In one email from May, Shelly Friedman, the organizers’ lawyer, wrote that Manhattan Community Board 1′s vote in support of the project would be helpful as organizers urged landmark commission Chairman Robert Tierney and other panel members to reject landmark status for the building currently on the site. “I do know that chairman Tierney was looking forward to having the ‘political cover’ their support would bring him,” Ms. Friedman wrote.
Brett Joshpe, counsel for the American Center for Law and Justice, one of the groups that sought the documents and is suing the city, said Ms. Friedman’s email is telling.
“Our allegation all along has been that politics tainted this process and that the Landmarks decision was not actually based on a faithful review of the architectural or historical value of the building but based upon political influences,” Mr. Joshpe said.
The exchange of emails also reveals how heavily involved the administration was in the project’s development. One email shows that Nazli Parvizi, the city’s community affairs commissioner, drafted a letter that Daisy Khan, the wife of Imam Feisal Abdul Rauf, wrote to the community board. City officials also intervened to help the organizers get permits to conduct prayers at the site. In one email, organizers agreed to help fund a 2009 Ramadan celebration at Gracie Mansion.
Tom Fitton, president of Judicial Watch, said the emails are proof that the mayor’s staff was coordinating with the Islamic center’s leaders.
“They were getting press advice from the mayor’s office, they were editing letters for them,” he said. “They were advising them on the all important landmark issue.”
“They were told what to do in order to get approval and there was never any question of getting approval,” he said. “It was obviously political.”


Your instructions:
Could you copy each line of the entries that contains "their"?

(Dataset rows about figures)
-- -- --

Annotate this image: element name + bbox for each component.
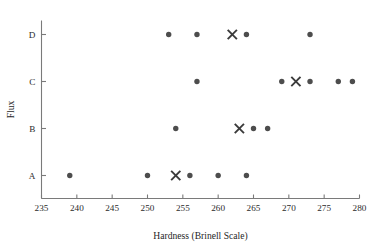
x-tick-label-270: 270 — [282, 203, 296, 213]
y-tick-label-D: D — [29, 30, 36, 40]
data-point — [166, 32, 171, 37]
x-tick-label-245: 245 — [105, 203, 119, 213]
data-point — [350, 79, 355, 84]
x-tick-label-265: 265 — [247, 203, 261, 213]
data-point — [187, 173, 192, 178]
data-point — [307, 32, 312, 37]
data-point — [145, 173, 150, 178]
scatter-plot-figure: 235240245250255260265270275280ABCDHardne… — [0, 0, 379, 248]
y-axis-title: Flux — [5, 101, 16, 119]
x-tick-label-275: 275 — [317, 203, 331, 213]
x-tick-label-240: 240 — [70, 203, 84, 213]
x-tick-label-255: 255 — [176, 203, 190, 213]
x-tick-label-235: 235 — [35, 203, 49, 213]
data-point — [67, 173, 72, 178]
data-point — [251, 126, 256, 131]
data-point — [194, 79, 199, 84]
data-point — [279, 79, 284, 84]
data-point — [244, 173, 249, 178]
plot-canvas: 235240245250255260265270275280ABCDHardne… — [0, 0, 379, 248]
x-tick-label-260: 260 — [211, 203, 225, 213]
y-tick-label-A: A — [29, 171, 36, 181]
data-point — [244, 32, 249, 37]
x-axis-title: Hardness (Brinell Scale) — [153, 230, 247, 242]
x-tick-label-280: 280 — [353, 203, 367, 213]
data-point — [173, 126, 178, 131]
y-tick-label-B: B — [29, 124, 35, 134]
data-point — [307, 79, 312, 84]
y-tick-label-C: C — [29, 77, 35, 87]
data-point — [194, 32, 199, 37]
data-point — [215, 173, 220, 178]
x-tick-label-250: 250 — [141, 203, 155, 213]
data-point — [265, 126, 270, 131]
data-point — [336, 79, 341, 84]
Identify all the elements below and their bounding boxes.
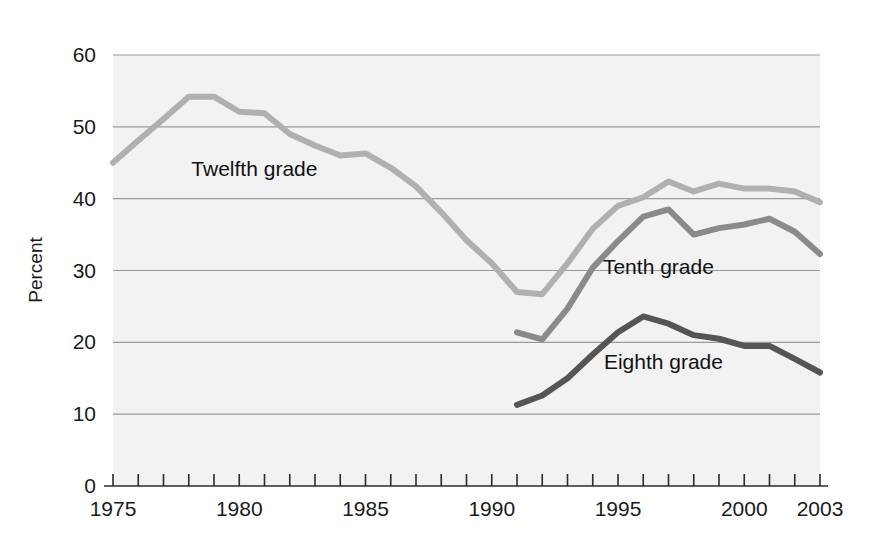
x-tick-label-1990: 1990: [468, 497, 515, 520]
x-tick-label-2003: 2003: [797, 497, 844, 520]
y-axis-tick-labels: 0102030405060: [73, 43, 96, 497]
y-tick-label-0: 0: [84, 474, 96, 497]
x-tick-label-2000: 2000: [721, 497, 768, 520]
y-tick-label-30: 30: [73, 259, 96, 282]
y-tick-label-40: 40: [73, 187, 96, 210]
series-label-tenth-grade: Tenth grade: [603, 255, 714, 278]
y-tick-label-20: 20: [73, 330, 96, 353]
y-tick-label-10: 10: [73, 402, 96, 425]
x-axis-tick-labels: 1975198019851990199520002003: [90, 497, 844, 520]
line-chart: 0102030405060 19751980198519901995200020…: [0, 0, 872, 550]
y-tick-label-60: 60: [73, 43, 96, 66]
x-tick-label-1985: 1985: [342, 497, 389, 520]
series-label-eighth-grade: Eighth grade: [604, 350, 723, 373]
x-tick-label-1980: 1980: [216, 497, 263, 520]
x-tick-label-1975: 1975: [90, 497, 137, 520]
series-label-twelfth-grade: Twelfth grade: [191, 157, 317, 180]
y-axis-title: Percent: [25, 237, 46, 303]
x-tick-label-1995: 1995: [595, 497, 642, 520]
chart-figure: 0102030405060 19751980198519901995200020…: [0, 0, 872, 550]
y-tick-label-50: 50: [73, 115, 96, 138]
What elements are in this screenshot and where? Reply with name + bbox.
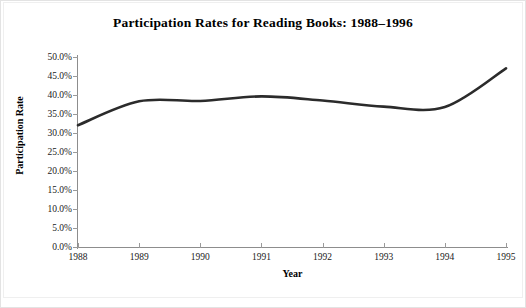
x-tick-label: 1991 bbox=[231, 252, 291, 263]
y-tick-label: 50.0% bbox=[26, 52, 72, 62]
y-tick-label: 15.0% bbox=[26, 185, 72, 195]
y-tick-label: 40.0% bbox=[26, 90, 72, 100]
y-tick-mark bbox=[73, 95, 78, 96]
x-tick-label: 1989 bbox=[109, 252, 169, 263]
y-tick-mark bbox=[73, 228, 78, 229]
x-tick-mark bbox=[78, 243, 79, 248]
chart-title: Participation Rates for Reading Books: 1… bbox=[0, 15, 526, 31]
y-tick-label: 30.0% bbox=[26, 128, 72, 138]
y-axis-title: Participation Rate bbox=[14, 76, 25, 196]
x-tick-label: 1988 bbox=[48, 252, 108, 263]
x-tick-label: 1990 bbox=[170, 252, 230, 263]
x-tick-mark bbox=[261, 243, 262, 248]
x-tick-mark bbox=[506, 243, 507, 248]
x-tick-label: 1993 bbox=[354, 252, 414, 263]
y-tick-mark bbox=[73, 190, 78, 191]
y-tick-label: 10.0% bbox=[26, 204, 72, 214]
x-tick-mark bbox=[323, 243, 324, 248]
x-tick-label: 1992 bbox=[293, 252, 353, 263]
y-tick-label: 20.0% bbox=[26, 166, 72, 176]
x-tick-mark bbox=[200, 243, 201, 248]
y-tick-mark bbox=[73, 133, 78, 134]
y-tick-label: 25.0% bbox=[26, 147, 72, 157]
chart-figure: Participation Rates for Reading Books: 1… bbox=[0, 0, 526, 308]
x-tick-mark bbox=[384, 243, 385, 248]
y-tick-label: 45.0% bbox=[26, 71, 72, 81]
x-tick-label: 1995 bbox=[476, 252, 526, 263]
x-tick-mark bbox=[445, 243, 446, 248]
x-tick-label: 1994 bbox=[415, 252, 475, 263]
y-tick-label: 35.0% bbox=[26, 109, 72, 119]
x-axis-line bbox=[77, 247, 508, 248]
y-tick-label: 0.0% bbox=[26, 242, 72, 252]
y-tick-mark bbox=[73, 57, 78, 58]
y-tick-label: 5.0% bbox=[26, 223, 72, 233]
y-tick-mark bbox=[73, 209, 78, 210]
y-tick-mark bbox=[73, 171, 78, 172]
y-tick-mark bbox=[73, 114, 78, 115]
y-tick-mark bbox=[73, 76, 78, 77]
x-tick-mark bbox=[139, 243, 140, 248]
y-tick-mark bbox=[73, 152, 78, 153]
x-axis-title: Year bbox=[77, 268, 508, 279]
participation-rate-line bbox=[78, 68, 506, 125]
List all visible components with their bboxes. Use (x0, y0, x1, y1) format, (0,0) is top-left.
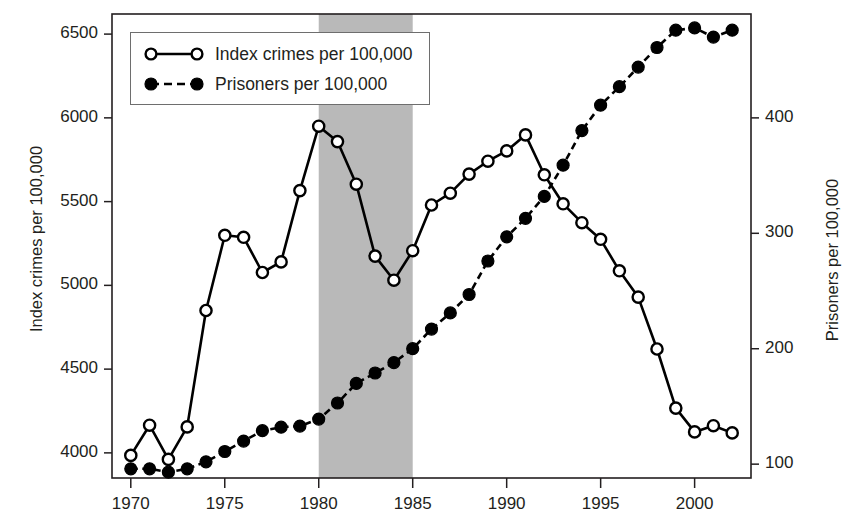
data-point-prisoners (219, 446, 231, 458)
y-axis-right-tick-label: 300 (765, 222, 835, 242)
data-point-prisoners (576, 125, 588, 137)
data-point-prisoners (200, 456, 212, 468)
data-point-prisoners (463, 289, 475, 301)
x-axis-tick-label: 1995 (566, 494, 636, 514)
y-axis-left-tick-label: 4500 (28, 358, 98, 378)
y-axis-right-tick-label: 100 (765, 453, 835, 473)
legend-label-prisoners: Prisoners per 100,000 (215, 69, 387, 99)
data-point-prisoners (332, 397, 344, 409)
data-point-index-crimes (200, 305, 211, 316)
data-point-index-crimes (313, 121, 324, 132)
data-point-prisoners (538, 190, 550, 202)
data-point-index-crimes (670, 403, 681, 414)
data-point-index-crimes (464, 169, 475, 180)
data-point-prisoners (632, 61, 644, 73)
chart-figure: Index crimes per 100,000 Prisoners per 1… (0, 0, 844, 532)
data-point-prisoners (238, 435, 250, 447)
data-point-index-crimes (163, 454, 174, 465)
data-point-index-crimes (388, 275, 399, 286)
legend-swatch-open-circle-line (137, 39, 217, 69)
data-point-prisoners (275, 421, 287, 433)
data-point-prisoners (613, 81, 625, 93)
data-point-prisoners (557, 159, 569, 171)
data-point-index-crimes (370, 251, 381, 262)
data-point-prisoners (726, 24, 738, 36)
data-point-index-crimes (689, 426, 700, 437)
data-point-index-crimes (426, 199, 437, 210)
data-point-index-crimes (351, 179, 362, 190)
data-point-prisoners (388, 357, 400, 369)
data-point-index-crimes (520, 129, 531, 140)
data-point-prisoners (426, 323, 438, 335)
data-point-index-crimes (407, 245, 418, 256)
legend-swatch-filled-circle-dashed (137, 69, 217, 99)
data-point-prisoners (651, 42, 663, 54)
data-point-index-crimes (276, 256, 287, 267)
data-point-prisoners (501, 231, 513, 243)
data-point-index-crimes (576, 217, 587, 228)
x-axis-tick-label: 1980 (284, 494, 354, 514)
data-point-index-crimes (219, 230, 230, 241)
data-point-index-crimes (539, 169, 550, 180)
y-axis-right-tick-label: 200 (765, 338, 835, 358)
data-point-prisoners (520, 212, 532, 224)
y-axis-left-tick-label: 5000 (28, 274, 98, 294)
data-point-prisoners (707, 31, 719, 43)
y-axis-right-tick-label: 400 (765, 107, 835, 127)
data-point-prisoners (162, 466, 174, 478)
x-axis-tick-label: 2000 (660, 494, 730, 514)
data-point-index-crimes (125, 450, 136, 461)
data-point-prisoners (181, 463, 193, 475)
legend-item-prisoners: Prisoners per 100,000 (131, 69, 431, 99)
data-point-index-crimes (651, 343, 662, 354)
data-point-prisoners (444, 307, 456, 319)
data-point-index-crimes (182, 421, 193, 432)
data-point-index-crimes (257, 267, 268, 278)
data-point-index-crimes (482, 156, 493, 167)
chart-legend: Index crimes per 100,000 Prisoners per 1… (130, 32, 430, 105)
data-point-index-crimes (708, 420, 719, 431)
x-axis-tick-label: 1985 (378, 494, 448, 514)
data-point-index-crimes (445, 188, 456, 199)
data-point-index-crimes (238, 232, 249, 243)
data-point-index-crimes (614, 265, 625, 276)
data-point-prisoners (689, 22, 701, 34)
y-axis-left-tick-label: 6500 (28, 23, 98, 43)
y-axis-left-tick-label: 6000 (28, 107, 98, 127)
data-point-index-crimes (501, 145, 512, 156)
data-point-prisoners (256, 425, 268, 437)
legend-label-index-crimes: Index crimes per 100,000 (215, 39, 412, 69)
legend-item-index-crimes: Index crimes per 100,000 (131, 39, 431, 69)
data-point-prisoners (407, 343, 419, 355)
data-point-prisoners (313, 413, 325, 425)
data-point-prisoners (294, 420, 306, 432)
data-point-index-crimes (294, 185, 305, 196)
x-axis-tick-label: 1970 (96, 494, 166, 514)
data-point-prisoners (350, 377, 362, 389)
data-point-index-crimes (332, 136, 343, 147)
data-point-prisoners (369, 367, 381, 379)
data-point-prisoners (144, 463, 156, 475)
data-point-prisoners (482, 255, 494, 267)
data-point-index-crimes (633, 292, 644, 303)
y-axis-left-tick-label: 4000 (28, 442, 98, 462)
data-point-prisoners (670, 24, 682, 36)
data-point-prisoners (595, 99, 607, 111)
x-axis-tick-label: 1975 (190, 494, 260, 514)
data-point-index-crimes (144, 420, 155, 431)
data-point-index-crimes (595, 234, 606, 245)
data-point-prisoners (125, 463, 137, 475)
x-axis-tick-label: 1990 (472, 494, 542, 514)
data-point-index-crimes (558, 198, 569, 209)
y-axis-left-tick-label: 5500 (28, 191, 98, 211)
data-point-index-crimes (727, 427, 738, 438)
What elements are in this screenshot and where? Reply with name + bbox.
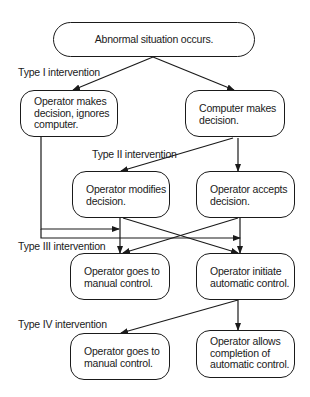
node-text: Abnormal situation occurs. (95, 34, 214, 46)
label-type-3-intervention: Type III intervention (18, 240, 105, 252)
node-text: decision. (210, 196, 286, 208)
node-text: automatic control. (210, 359, 286, 371)
arrow-start-to-comp-decides (153, 57, 234, 90)
node-operator-manual-control-4: Operator goes to manual control. (70, 333, 170, 380)
node-text: Operator modifies (86, 184, 161, 196)
node-abnormal-situation: Abnormal situation occurs. (53, 22, 255, 57)
node-text: Operator goes to (84, 346, 161, 358)
node-text: Operator accepts (210, 184, 286, 196)
node-text: Operator initiate (210, 266, 286, 278)
node-operator-initiate-automatic: Operator initiate automatic control. (196, 253, 295, 300)
node-operator-ignores-computer: Operator makes decision, ignores compute… (20, 90, 118, 137)
node-text: computer. (34, 119, 109, 131)
node-text: manual control. (84, 358, 161, 370)
node-text: manual control. (84, 278, 161, 290)
arrow-op-ignores-to-auto (41, 229, 240, 238)
label-type-4-intervention: Type IV intervention (18, 318, 107, 330)
node-text: Computer makes (199, 103, 276, 115)
arrow-auto-to-manual-4 (121, 300, 238, 333)
node-text: automatic control. (210, 278, 286, 290)
node-operator-manual-control-3: Operator goes to manual control. (70, 253, 170, 300)
flowchart: Abnormal situation occurs. Type I interv… (0, 0, 310, 397)
node-text: Operator allows (210, 336, 286, 348)
label-type-2-intervention: Type II intervention (92, 148, 177, 160)
label-type-1-intervention: Type I intervention (18, 66, 100, 78)
node-text: decision. (86, 196, 161, 208)
node-operator-allows-completion: Operator allows completion of automatic … (196, 330, 295, 378)
node-text: Operator makes (34, 96, 109, 108)
node-text: decision. (199, 115, 276, 127)
node-operator-accepts-decision: Operator accepts decision. (196, 171, 295, 218)
node-computer-makes-decision: Computer makes decision. (185, 90, 285, 137)
node-operator-modifies-decision: Operator modifies decision. (72, 171, 170, 218)
node-text: Operator goes to (84, 266, 161, 278)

-- -- --

Response to this task:
Identify all the elements below and their bounding boxes.
List all visible components with their bboxes. Use (x0, y0, x1, y1) format, (0,0) is top-left.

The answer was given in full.